Now, I am not going to in anyway criticize Buddhist beliefs. Nor am I going to question the claims of people who practice Buddhist meditation that they have deep and profound spiritual experiences, which may indeed include out of body elements etc. If I believe that the conscious is a separate entity to the brain and that it is separated from the brain at death, then it makes sense that it may be possible under certain conditions to separate it during life too.
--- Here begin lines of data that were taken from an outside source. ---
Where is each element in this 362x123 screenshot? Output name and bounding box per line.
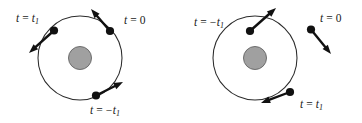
central-body-icon <box>244 47 267 70</box>
central-body-icon <box>69 47 92 70</box>
label-t-equals-0: t=0 <box>124 14 146 26</box>
label-t-equals-0: t=0 <box>320 12 342 24</box>
prograde-orbit-panel: t=t1 t=0 t=−t1 <box>16 9 146 117</box>
figure-canvas: t=t1 t=0 t=−t1 <box>0 0 362 123</box>
label-t-equals-minus-t1: t=−t1 <box>194 16 224 30</box>
label-t-equals-t1: t=t1 <box>300 98 323 112</box>
orbital-diagram-figure: t=t1 t=0 t=−t1 <box>0 0 362 123</box>
orbit-position-marker <box>286 88 294 96</box>
orbit-position-marker <box>106 27 114 35</box>
label-t-equals-minus-t1: t=−t1 <box>90 104 120 118</box>
marker-t-equals-minus-t1 <box>246 8 276 35</box>
marker-t-equals-0 <box>307 25 331 54</box>
marker-t-equals-t1 <box>261 88 294 103</box>
velocity-arrowhead-icon <box>113 82 123 89</box>
retrograde-orbit-panel: t=−t1 t=0 t=t1 <box>194 8 342 111</box>
orbit-position-marker <box>307 25 315 33</box>
velocity-vector-line <box>250 13 271 31</box>
orbit-position-marker <box>92 91 100 99</box>
marker-t-equals-t1 <box>29 26 58 53</box>
marker-t-equals-0 <box>91 9 114 35</box>
orbit-position-marker <box>50 26 58 34</box>
marker-t-equals-minus-t1 <box>92 82 123 100</box>
orbit-position-marker <box>246 27 254 35</box>
label-t-equals-t1: t=t1 <box>16 12 39 26</box>
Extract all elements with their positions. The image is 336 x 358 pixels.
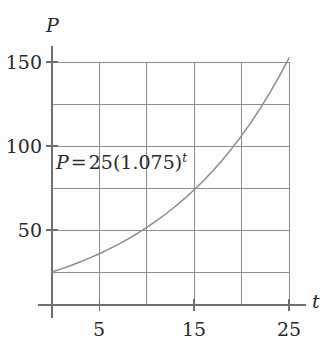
- y-tick-label-100: 100: [0, 137, 42, 156]
- equation-base: 1.075: [120, 151, 174, 173]
- x-axis-title: t: [312, 292, 320, 311]
- x-tick-label-25: 25: [269, 320, 309, 339]
- chart-figure: P t 150 100 50 5 15 25 P=25(1.075)t: [0, 0, 336, 358]
- equation-lhs: P: [56, 151, 69, 173]
- equation-coefficient: 25: [89, 151, 113, 173]
- y-tick-label-150: 150: [0, 53, 42, 72]
- plot-canvas: [0, 0, 336, 358]
- x-tick-label-15: 15: [174, 320, 214, 339]
- equation-exponent: t: [182, 151, 187, 165]
- y-axis-title: P: [46, 16, 59, 35]
- y-tick-label-50: 50: [0, 221, 42, 240]
- equation-equals: =: [69, 151, 89, 173]
- equation-annotation: P=25(1.075)t: [56, 152, 187, 172]
- x-tick-label-5: 5: [79, 320, 119, 339]
- vertical-gridlines: [99, 62, 289, 305]
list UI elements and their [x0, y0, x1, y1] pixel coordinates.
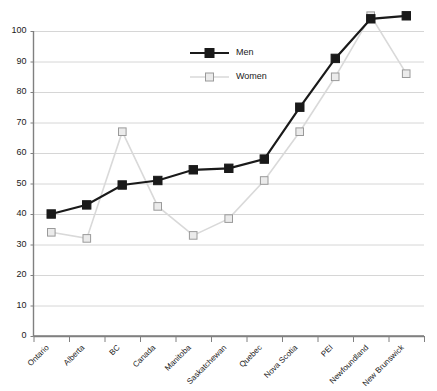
y-tick-label: 40 — [16, 208, 26, 218]
data-point-women-ontario — [48, 229, 56, 237]
y-tick-label: 50 — [16, 178, 26, 188]
data-point-men-pei — [331, 54, 339, 62]
data-point-women-nova-scotia — [296, 128, 304, 136]
data-point-women-quebec — [260, 177, 268, 185]
legend-marker-men — [205, 49, 214, 58]
y-tick-label: 60 — [16, 147, 26, 157]
data-point-women-canada — [154, 203, 162, 211]
data-point-men-newfoundland — [367, 15, 375, 23]
y-tick-label: 0 — [21, 330, 26, 340]
data-point-men-ontario — [47, 210, 55, 218]
legend-label-men: Men — [236, 47, 254, 57]
legend-marker-women — [206, 73, 214, 81]
chart-background — [0, 0, 437, 391]
data-point-women-pei — [331, 73, 339, 81]
y-tick-label: 100 — [11, 25, 26, 35]
y-tick-label: 70 — [16, 117, 26, 127]
data-point-men-nova-scotia — [296, 103, 304, 111]
data-point-women-alberta — [83, 235, 91, 243]
data-point-men-canada — [154, 176, 162, 184]
data-point-women-manitoba — [189, 232, 197, 240]
y-tick-label: 80 — [16, 86, 26, 96]
data-point-women-saskatchewan — [225, 215, 233, 223]
data-point-women-bc — [119, 128, 127, 136]
legend-label-women: Women — [236, 71, 267, 81]
y-tick-label: 20 — [16, 269, 26, 279]
data-point-men-alberta — [83, 201, 91, 209]
data-point-men-bc — [118, 181, 126, 189]
data-point-men-quebec — [260, 155, 268, 163]
data-point-women-new-brunswick — [402, 70, 410, 78]
data-point-men-manitoba — [189, 166, 197, 174]
y-tick-label: 10 — [16, 300, 26, 310]
y-tick-label: 30 — [16, 239, 26, 249]
line-chart: 0102030405060708090100 OntarioAlbertaBCC… — [0, 0, 437, 391]
y-tick-label: 90 — [16, 56, 26, 66]
chart-container: 0102030405060708090100 OntarioAlbertaBCC… — [0, 0, 437, 391]
data-point-men-saskatchewan — [225, 164, 233, 172]
data-point-men-new-brunswick — [402, 12, 410, 20]
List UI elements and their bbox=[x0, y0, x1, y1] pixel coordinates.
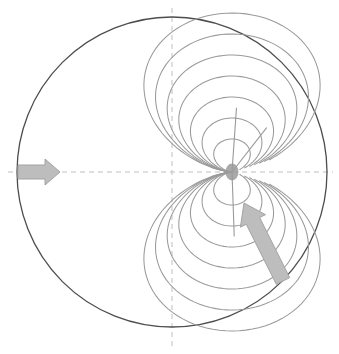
convergence-point bbox=[226, 164, 239, 181]
field-line-upper-5 bbox=[167, 55, 297, 172]
field-diagram-svg bbox=[0, 0, 339, 354]
inflow-arrow-lower-right bbox=[240, 203, 289, 284]
diagram-canvas bbox=[0, 0, 339, 354]
field-line-upper-4 bbox=[179, 76, 285, 172]
inflow-arrow-left bbox=[18, 159, 60, 185]
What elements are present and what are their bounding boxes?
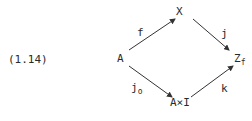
node-Z-base: Z: [234, 52, 241, 65]
node-Z-f: Zf: [234, 53, 245, 65]
label-j0-base: j: [131, 81, 138, 94]
label-j: j: [221, 28, 228, 39]
label-k: k: [221, 83, 228, 94]
node-X: X: [176, 6, 183, 17]
node-Z-subscript: f: [241, 58, 246, 67]
arrow-f: [129, 19, 175, 50]
label-j0: jo: [131, 82, 142, 94]
equation-number: (1.14): [8, 54, 48, 65]
label-f: f: [137, 27, 144, 38]
label-j0-subscript: o: [138, 87, 143, 96]
node-A: A: [117, 53, 124, 64]
node-AxI: A×I: [170, 97, 190, 108]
However, this paper has two major issues to me:

  1. The experience described by the meditators does not sound like an NDE
  2. There are some whopping design flaws that open it to ridicule by anyone with even the remotest understanding of how (not to) conduct a rigorous scientific study, and which relates to one of the issues I repeatedly mention with regard to blinding the investigators

Firstly, from a qualitative perspective, the experiences described by the meditators do not sound like classic NDEs. The word Emptiness is used a lot. While some NDEs do report emptiness, I believe a higher proportion of true NDEs describe different sensations which are more positive. Moreover there are no reports of specific verified OBEs, a crucial element to lending credibility to any study like this. They do describe spiritual elements and encounters with spiritual beings, but having read many NDEs, what these guys are taking about feels very different. I want to state again, that I am not doubting that they experienced something, but it was not a classic NDE in the sense that we know it. However, without more detail, it is hard to say for sure.

Now to my second point. This study has more holes than a sieve from a credibility perspective. The language used is very scientific, and creates the air of genuine academic research, but the reality is very different.

  1. The main author is a practicing Buddhist. Fine. However, he selects the study subjects from a group of people that he knows. Yep, that is the end of all credibility straight away. I understand why he did this: if you put this out there for all-comers you will attract a multitude of crazies, but that doesn’t change the fact this introduces humungous bias into the study, and lots of opportunities to influence outcome.
  2. Who conducts the interviews etc is not really discussed. Neither is how the data was “protected”. This is my potential beef with AWARE II. There needs to be blinding otherwise a study is open to accusations of bias, which leads to me point 3.
  3. Look at the graph below. It represents the improvement in the quality of NDEs over the 3 year period. In the first year the Greyson score barely exceeds 7, suggesting that they were not very NDE-like at all, but in the third year we have scores exceeding the average NDE score of “true” NDEs. In fact these meditators are getting so good at it that they experience virtually all of the components in the Greyson scale, something that very few true NDErs ever do.

graph

Now I don’t want to suggest that anything nefarious is going on, but this graph screams “something fishy is going on” to me. The author puts it down to practice makes perfect. Mmm. That would be fine if these guys weren’t already top of their game in meditating. They had on average over 30 years’ experience of meditating, and performed 3 MI-NDE type mediations a year. They should be able to meditate in the spiritual Olympics…if such a games existed. No. What that graph says to me is that either deliberately, or not, the meditators were getting feedback that influenced how they answered the questions. They were possibly “coached”, or prompted in how to more “accurately” describe their experiences.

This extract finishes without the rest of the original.